Interlude
1922
84 x 60 in. (213.4 x 152.4 cm)
Maxfield Parrish
United States
(Philadelphia, PA, 1870 - 1966, Plainfield, NH)
Object Type:
Painting
Medium and Support:
Oil on linen canvas
Credit Line:
Lent by the Eastman School of Music of the University of Rochester
Accession Number:
5.1997L
Location: Currently on view
Maxfield Parrish, leading illustrator and muralist of the early twentieth century, painted Interlude to hang at the Eastman Theatre in Rochester. Through architect Lawrence Grant White, George Eastman commissioned three murals for the theater, which served as both silent movie palace and philharmonic hall. Interlude was Eastman’s favorite, a “peacherina,” he wrote White.
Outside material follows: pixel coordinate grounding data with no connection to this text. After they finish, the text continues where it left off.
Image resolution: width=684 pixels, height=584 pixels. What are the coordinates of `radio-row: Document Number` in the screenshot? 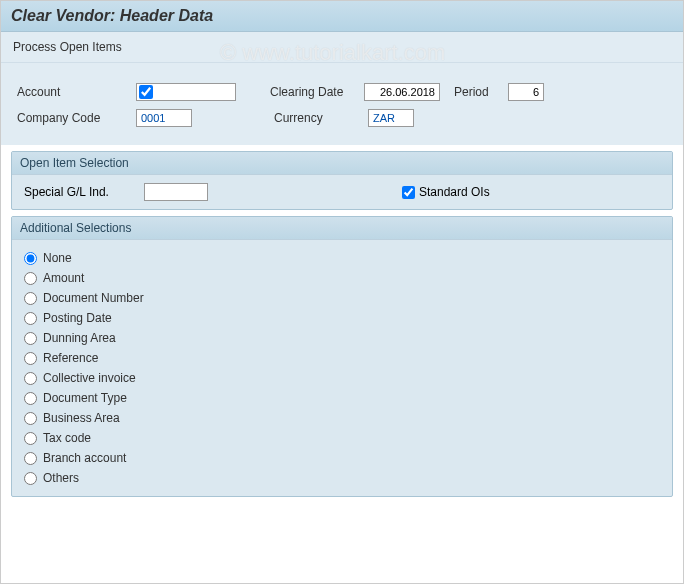 It's located at (342, 298).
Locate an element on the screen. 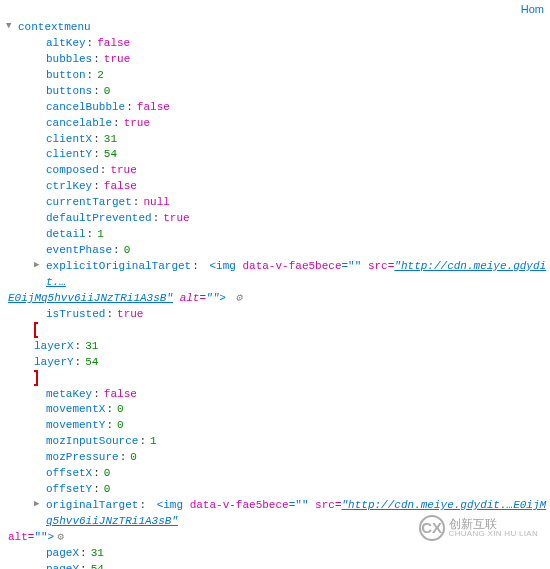  prop-mozPressure: mozPressure:0 is located at coordinates (277, 458).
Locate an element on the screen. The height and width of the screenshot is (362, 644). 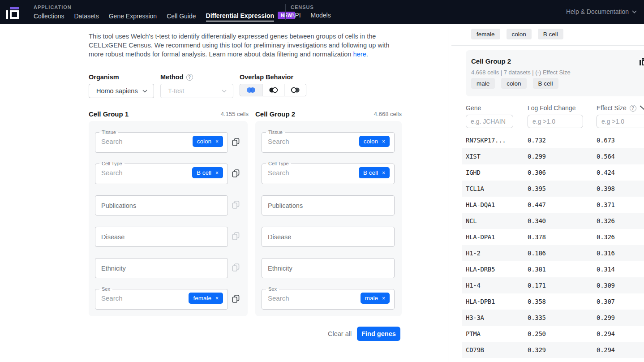
table-row: PTMA0.2500.294 is located at coordinates (553, 334).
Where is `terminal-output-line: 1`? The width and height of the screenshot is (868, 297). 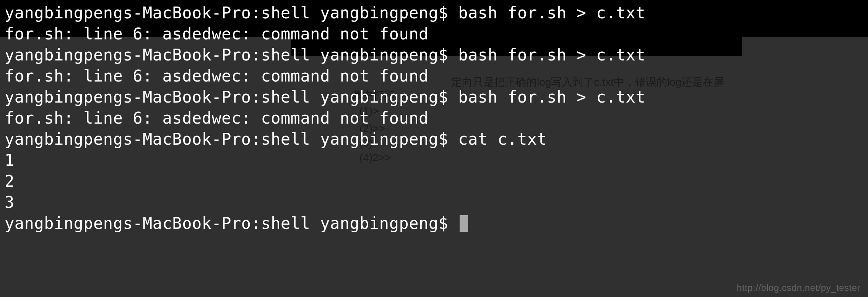 terminal-output-line: 1 is located at coordinates (434, 160).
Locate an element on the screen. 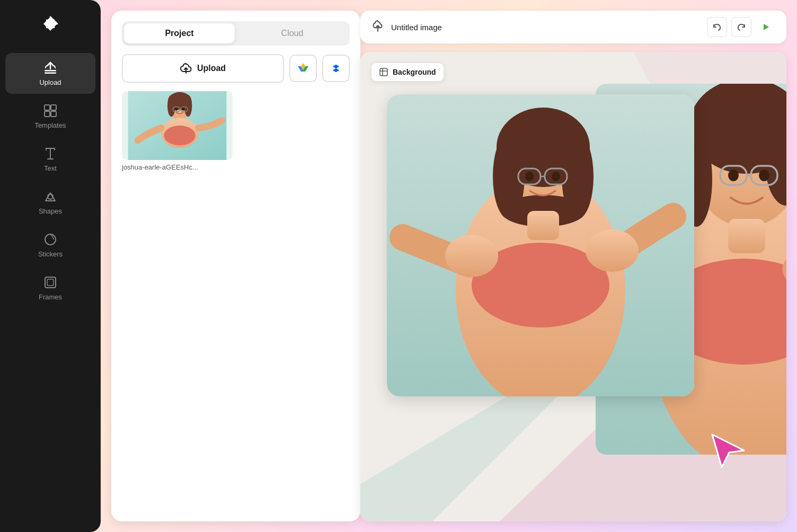 Image resolution: width=797 pixels, height=532 pixels. sidebar-item-templates: Templates is located at coordinates (50, 117).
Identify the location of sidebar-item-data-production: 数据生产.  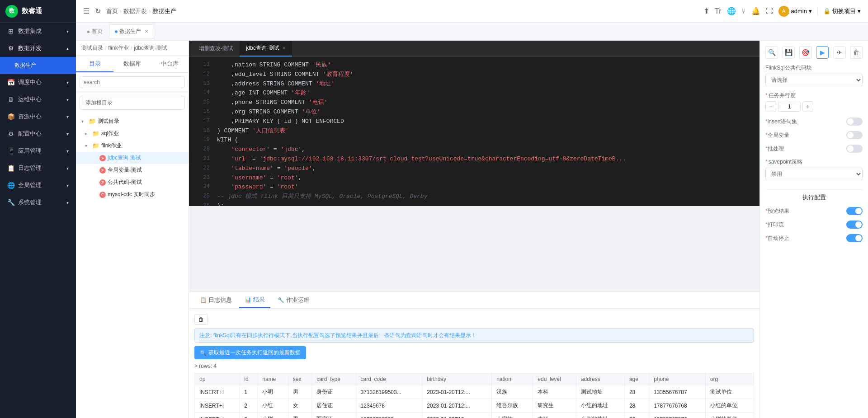
(38, 65).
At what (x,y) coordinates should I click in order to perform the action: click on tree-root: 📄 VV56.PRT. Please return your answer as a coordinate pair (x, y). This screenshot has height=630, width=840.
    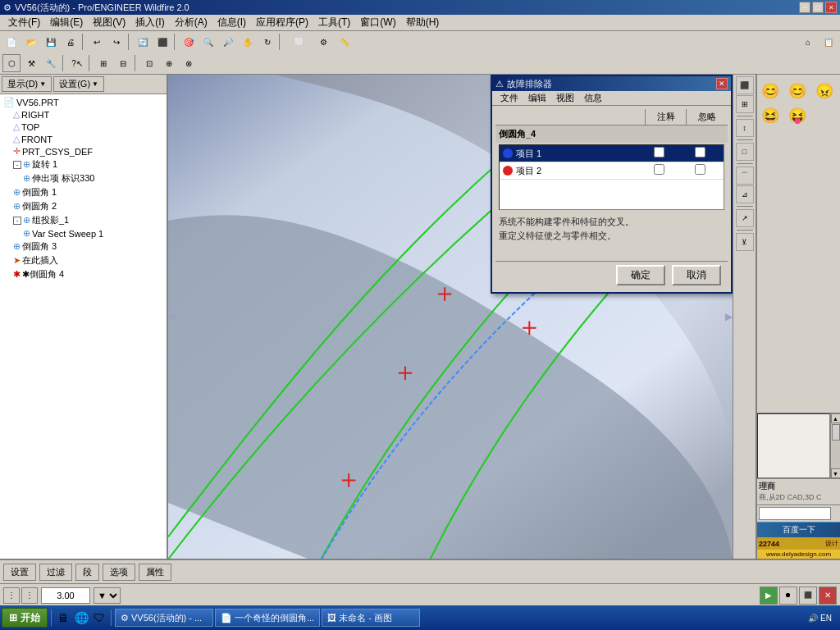
    Looking at the image, I should click on (84, 102).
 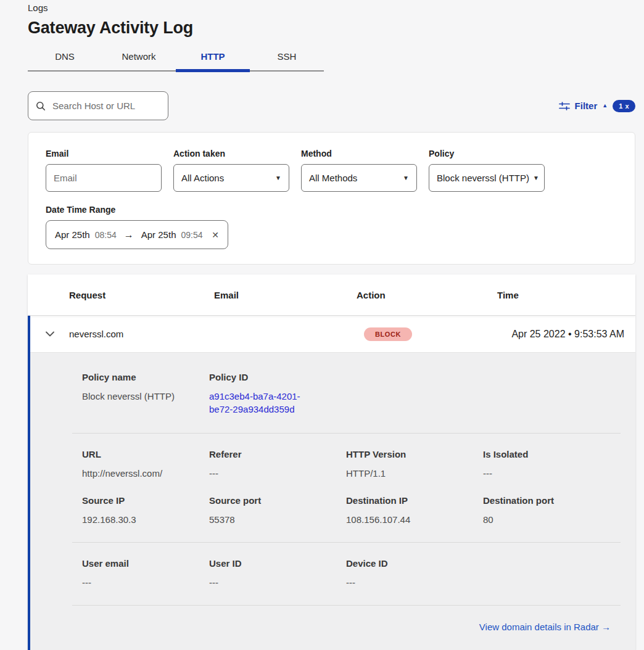 I want to click on method-value: All Methods, so click(x=333, y=178).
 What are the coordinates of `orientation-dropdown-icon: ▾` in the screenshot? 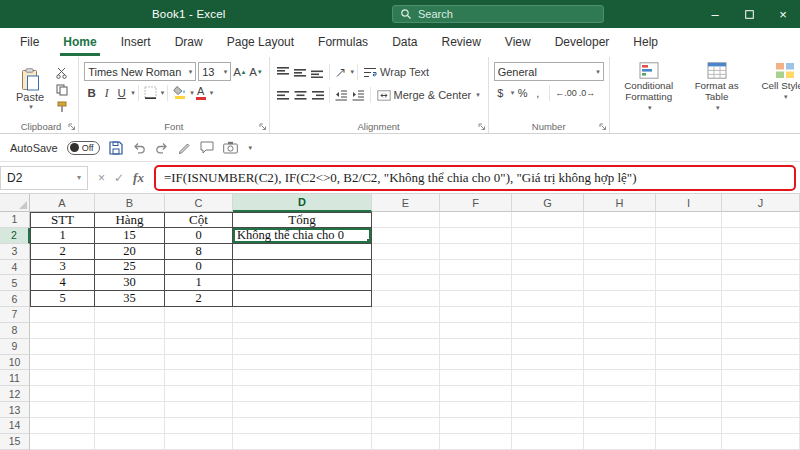 It's located at (353, 72).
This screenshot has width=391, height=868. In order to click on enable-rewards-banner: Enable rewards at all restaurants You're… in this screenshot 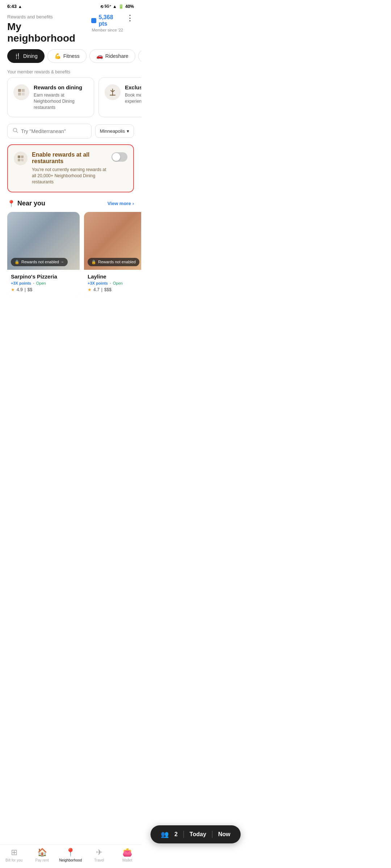, I will do `click(71, 168)`.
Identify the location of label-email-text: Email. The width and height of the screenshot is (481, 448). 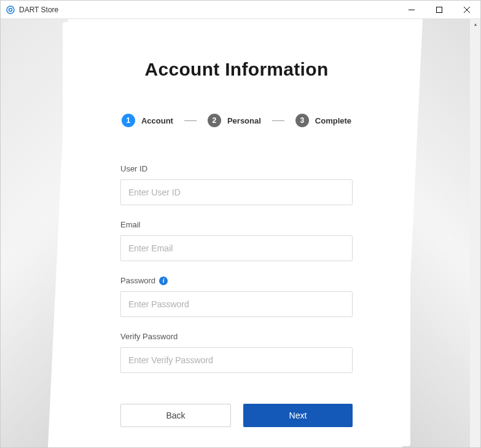
(130, 225).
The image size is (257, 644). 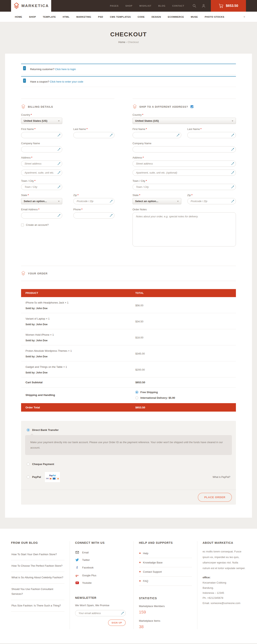 I want to click on ship-different-address-checkbox, so click(x=192, y=106).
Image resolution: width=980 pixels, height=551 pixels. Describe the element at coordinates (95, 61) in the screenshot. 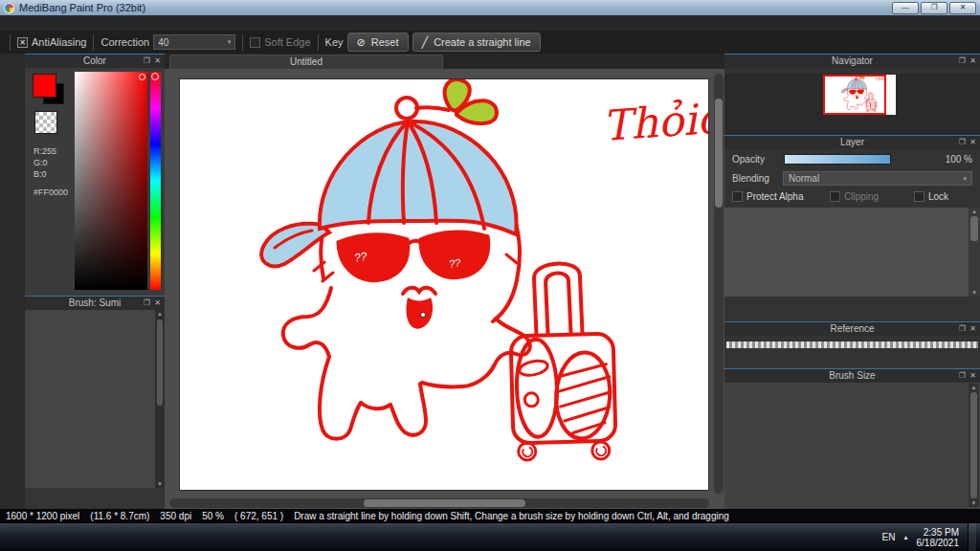

I see `color-panel-title-label: Color` at that location.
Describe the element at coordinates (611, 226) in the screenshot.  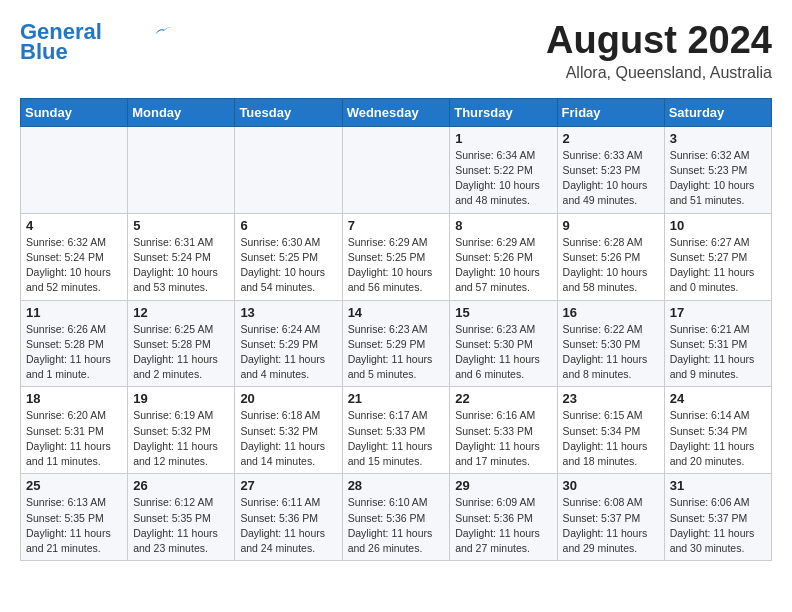
I see `day-number: 9` at that location.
The radiant quality of Interlude is due to Parrish’s high technical standards and theatrical sense of color—electrical reds, vivid purples, and lush apricots. A shade of cobalt straight from the tube was applied so ingeniously that it became known as “Parrish blue.” He painted glaze upon glaze to create a hard photographic finish that betrayed no brush strokes.
Interlude was moved to the Memorial Art Gallery in 1997 to provide it with more stable temperature and humidity conditions. In its place at the Eastman Theatre is a full-size color reproduction.